I love how they drop in the fact that the boss has no idea who the codename was referencing, in regards to the spy at the Russian embassy. Quickly followed up by their surprise that anyone would bother bringing intel to the Russians. Noting that Russia is no longer a threat or priority to the CIA in this movie’s universe.
I have no context to this movie, or what's going on, so this was interesting to watch as an introduction. With that being said: Obligatory "I need pictures of Spiderman. You're fired. No wait come back, you're fired. Get out."
This is so fucking brilliant, because it's taking away the trope of cutting away from the planning of the "other side". The villains don't get a lot of screen time, and this is also perfect exposition that makes sense in the world it is written for.
Like physicians, I think intelligence agents get ALL their appetites for other people's salacious personal matters satisfied very early in their careers... after which it's simply tedious misery to hear any more of it than absolutely necessary. 🤣
"...scrubbed of ID." Usually, it involves quite the mystery, but in this movie I just laugh so hard at how it contributes to the WTF train of thought. Edit: "So we don't know what anyone is after." LOL XD
Hrvoje Hedžet Amen. SPOILERS But if I read the manga correctly, they actually pinpointed Kaneki as the ghoul that just keeps on showing up. SPOILERS END
Byron Mak Uh...fuck! If you're reading the manga, just keep reading. If you're not, well, I could spoil some stuff if you want me to, but I'd rather suggest you to read the manga.
Hrvoje Hedžet I did. I read the whole thing. I kept on rereading the parts involving the CCG trying to process the sudden appearance of Kaneki and his identity. I actually thought they found out who he is. I don't know why there was not a chapter devoted to his residence being investigated for "missing person."
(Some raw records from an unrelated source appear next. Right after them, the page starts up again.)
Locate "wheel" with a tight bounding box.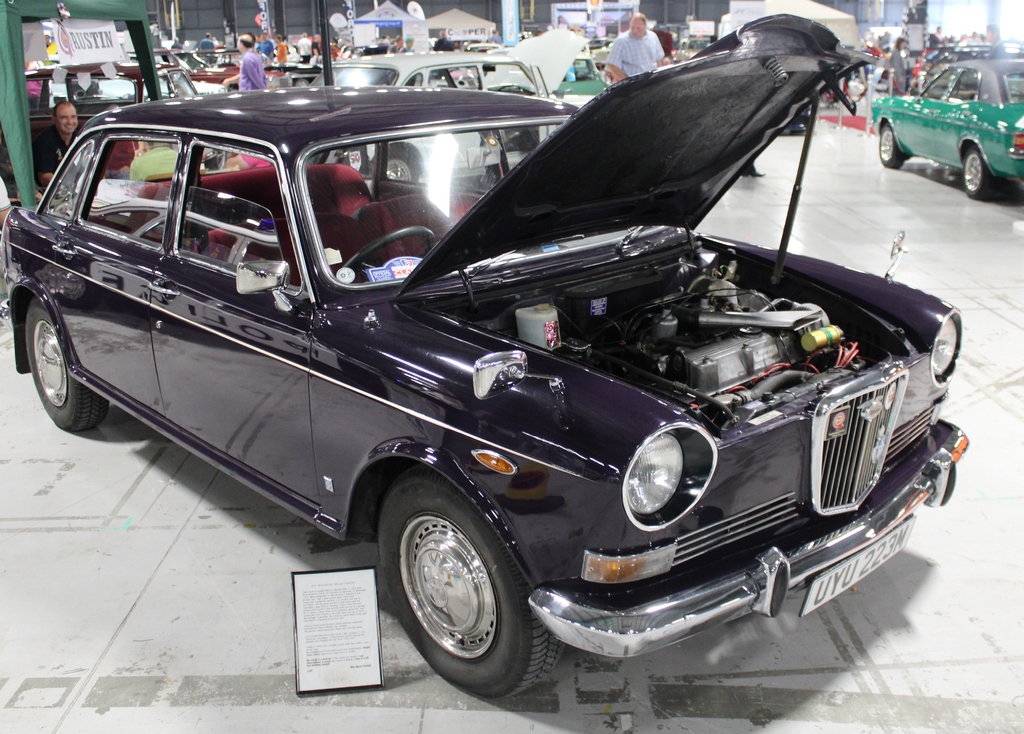
bbox=(372, 475, 558, 703).
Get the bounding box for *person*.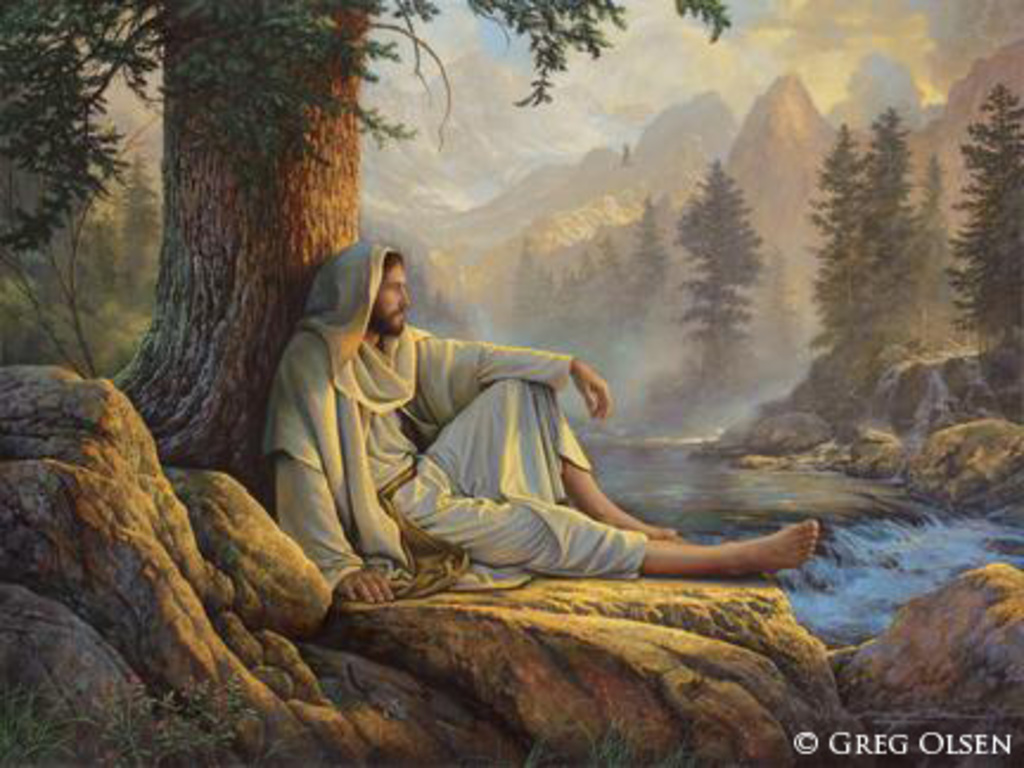
256/244/815/616.
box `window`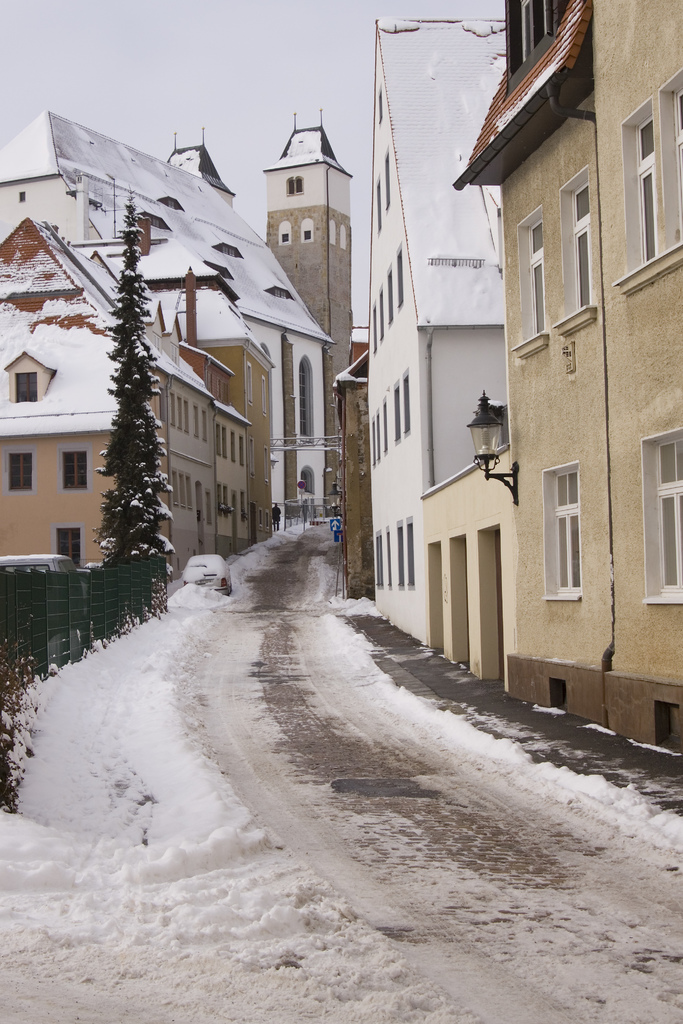
bbox=[557, 458, 607, 607]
Byron Mak If you've read the entire thing, there should have been something at the end of the 143rd chapter that should peak your interest in Tokyo Ghoul:re, a sequel series to the manga. Some scanlators purposely left out that part of the 143rd chapter, or so I've heard, so I guess it's possible you missed it. Either way, the story continues in TG:re, you should probably check it out. We're around chapter 48 and things are getting pretty interesting.
Was in a tradeschool class with a retired CIA analyst, he said this movie was funny because it actually was pretty spot on. Because everyone always knew something, but no one ever seemed to know what that something was, but they would know that something if they saw it. He described it to me like this. If you played darts with a blind fold, you might get lucky but youd probably miss your mark. ut if you put a computer, a motor, and some steering into that dart, you were gonna hit something, may not have been what you were trying to hit, but after a couple million dollars in fancy darts, you were gonna hit something that you were glad you hit.
I was 15 year old on a KLM flight coming back To the states and this was on the movies list. Just picked because I liked the title and Movie poster. Became one of my favs of all time, always recommend it to people.